I wanted to brush his words under the rug. I wanted to keep doing things the way we were doing them. I wanted to keep feeling like we were doing something right, that we were winning the numbers game.

But he was playing a different game altogether, and I realized that we had been playing the wrong one all along.

That’s when I realized something had to change.

Even though we were doing “good things” in our community, the way we were doing those things wasn’t serving the people we had committed ourselves to serve. In fact, we were actually stunting them in the process.

This wasn’t a competition. It didn’t matter who was “winning.”

I had let my pride and selfishness get in the way.

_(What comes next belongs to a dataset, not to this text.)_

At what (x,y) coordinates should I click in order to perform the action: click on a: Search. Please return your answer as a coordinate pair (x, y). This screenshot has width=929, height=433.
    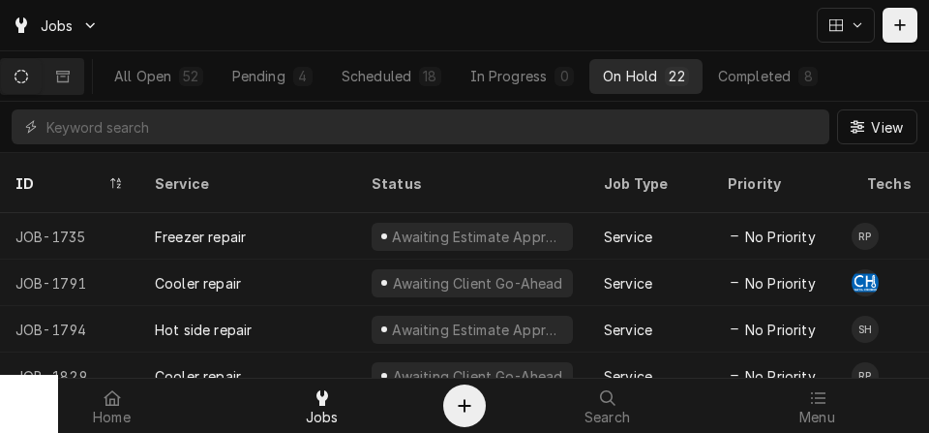
    Looking at the image, I should click on (607, 406).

I met with our church leadership immediately and we began brainstorming some different ways to do things. This was incredibly difficult—maybe even harder than it sounds. After all, we had been playing by one set of rules for years, and doing it well, and now we realized we’d been playing the wrong game.

We needed to change games, or at least change the way we were keeping score.

So, we cancelled our fall festival for that next year. Instead of hosting our own festival, we joined up with the town’s festival. We brought our volunteers, experience and ideas, and we offered them without expectation to the community around us. We made one festival instead of two.

The turnout was unprecedented.

Instead of starting our own programs to feed the homeless or providing after-school care for the kids of single mothers, we joined with those who were already doing this incredible work—people we had never taken the time to see before.

We’re a church, and a large one at that. But we were foolish to believe we were the only ones who knew what our community needed.